Feds’ need for emergency loans has skyrocketed over past five years

Robyn Kehoe, the director of field operations at FEEA, joined the Federal Drive to discuss the options available to furloughed federal workers.

So far, August is shaping up to be a tough month for many federal employees — including the 4,000 Federal Aviation Administration workers who were furloughed for a couple of weeks.

The Federal Employee Education and Assistance Fund exists for just such emergencies.

But, lately, even it has been surprised by the volume of need from federal workerrs, the organization’s director of field operations, told Federal News Radio.

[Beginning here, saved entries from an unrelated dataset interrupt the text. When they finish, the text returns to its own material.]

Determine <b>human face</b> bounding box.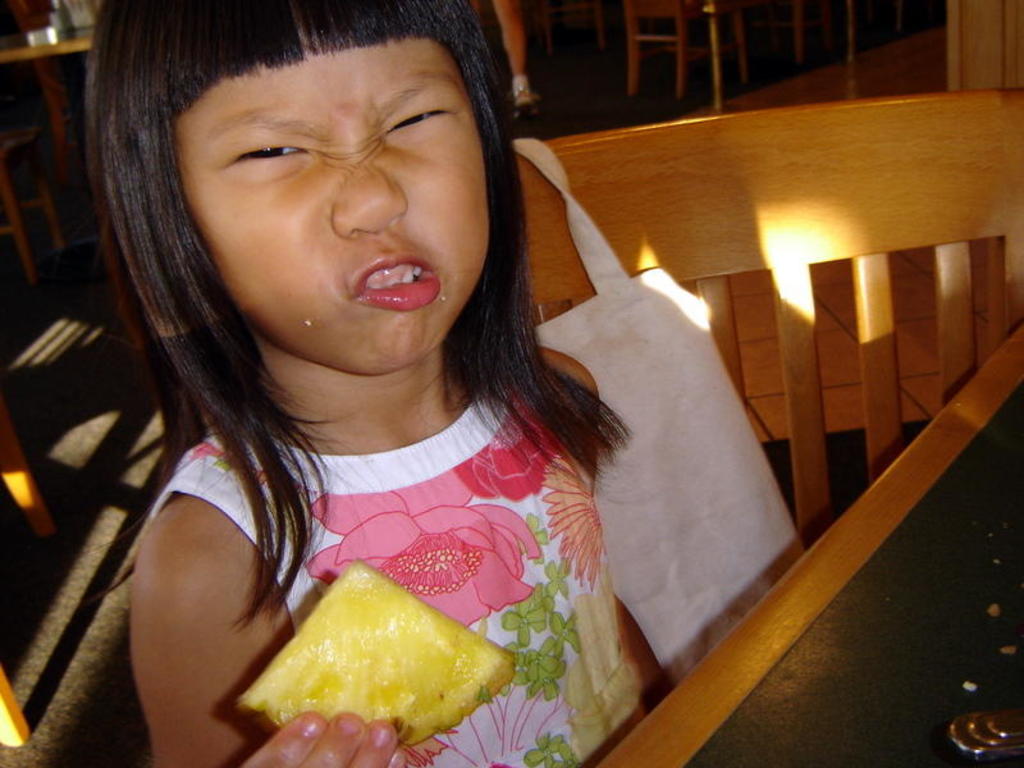
Determined: region(165, 0, 488, 378).
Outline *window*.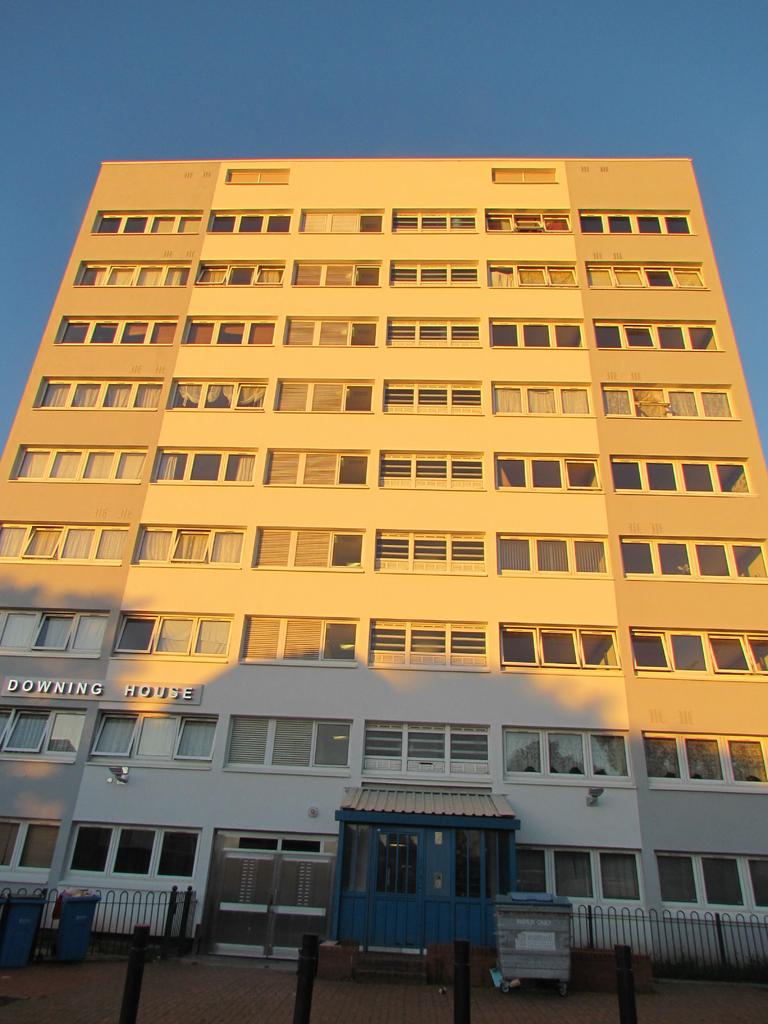
Outline: 270, 440, 298, 481.
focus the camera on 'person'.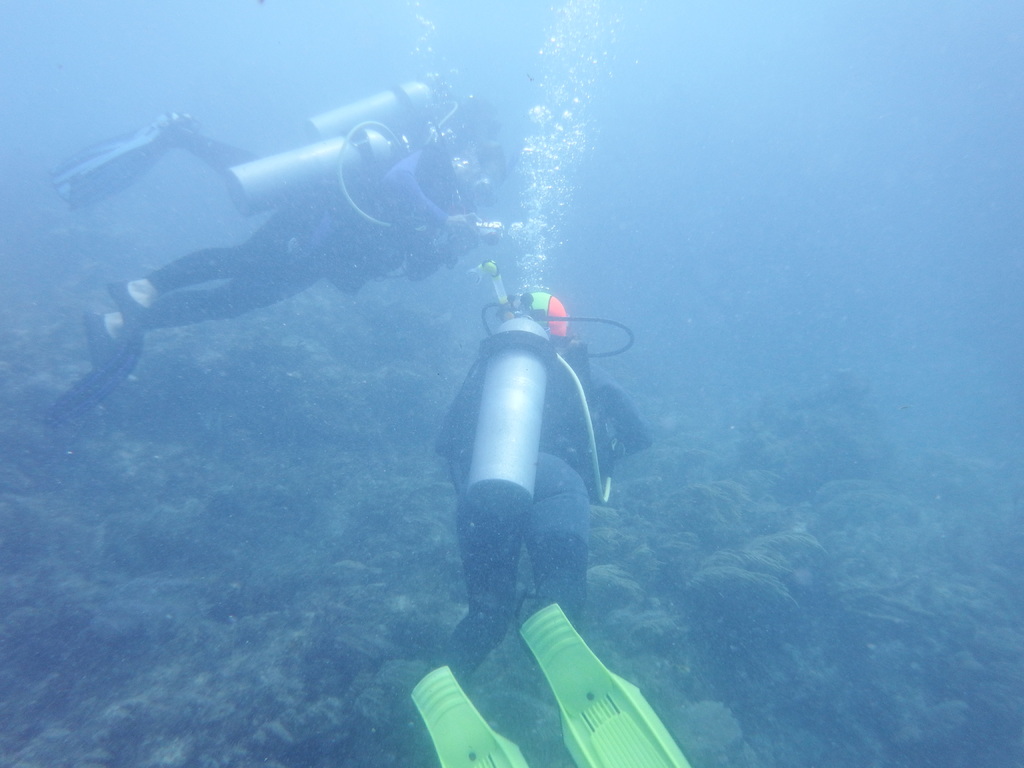
Focus region: pyautogui.locateOnScreen(50, 108, 524, 424).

Even though the furlough is now over, employees might not ever see retroactive pay, said Robyn Kehoe, the director of FEEA’s field operations. To fill that gap, she said, the organization is offering up to $1,000 in interest-free loans for employees hit by the furlough. That particular temporary layoff was especially hard-hitting because it cut across two pay periods, Kehoe said, meaning furloughed workers will only take home about half their usual monthly pay this month.

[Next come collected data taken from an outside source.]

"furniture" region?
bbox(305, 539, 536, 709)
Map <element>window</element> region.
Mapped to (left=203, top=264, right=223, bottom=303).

The loan is part of the group’s general assistance emergency program, she explained. “It’s something that we do for federal employees, actually, every day,” she added. Once federal employees sign up for the program, the organization will pay employees’ creditors — for bills due, for example — directly. Employees then pay back the loan through a payroll allotment system over the course of several paychecks, Kehoe said.

She said FEEA was “quite concerned” that the FAA furloughs could be repeated if Congress, when it returns from its August recess, can’t agree on another funding measure for the aviation agency. “We see this as possibly a harbinger of things to come, which is not great for federal employees at all. And we’re trying to make plans now … to make sure that we have the money that we need in the coffers to be able to offer this to any employees who might be furloughed.”

Even without the FAA furlough, Kehoe said the number of feds asking for assistance from the organization over the past few years has skyrocketed.

The need for the general assistance fund has nearly tripled over the past five years, she said. The group provided about $500,000 in emergency loans last year, alone, she added — often due to personal and family emergencies.

And the group only expects the need for emergency assistance to grow, she said.

“This economy is certainly affecting federal employees just as much as everyone else,” she said. “And we are concerned that as the budget fights go on, and federal employees are caught in the middle, that we will need to be prepared to do quite a bit more.”

In just this month alone, FEEA has processed 67 loans — or about three loans a day.

With Congress as deadlocked as it’s ever been and the end of the fiscal-year quickly approaching, the specter of a government shutdown, which last reared its head in April, has once again entered the picture.

“We had a contingency plan in place in the spring in the event of a shutdown and we have that still in place should that happen this fall,” she said. “We certainly hope it doesn’t. But we are being as prepared as we can be in the case that it does happen.”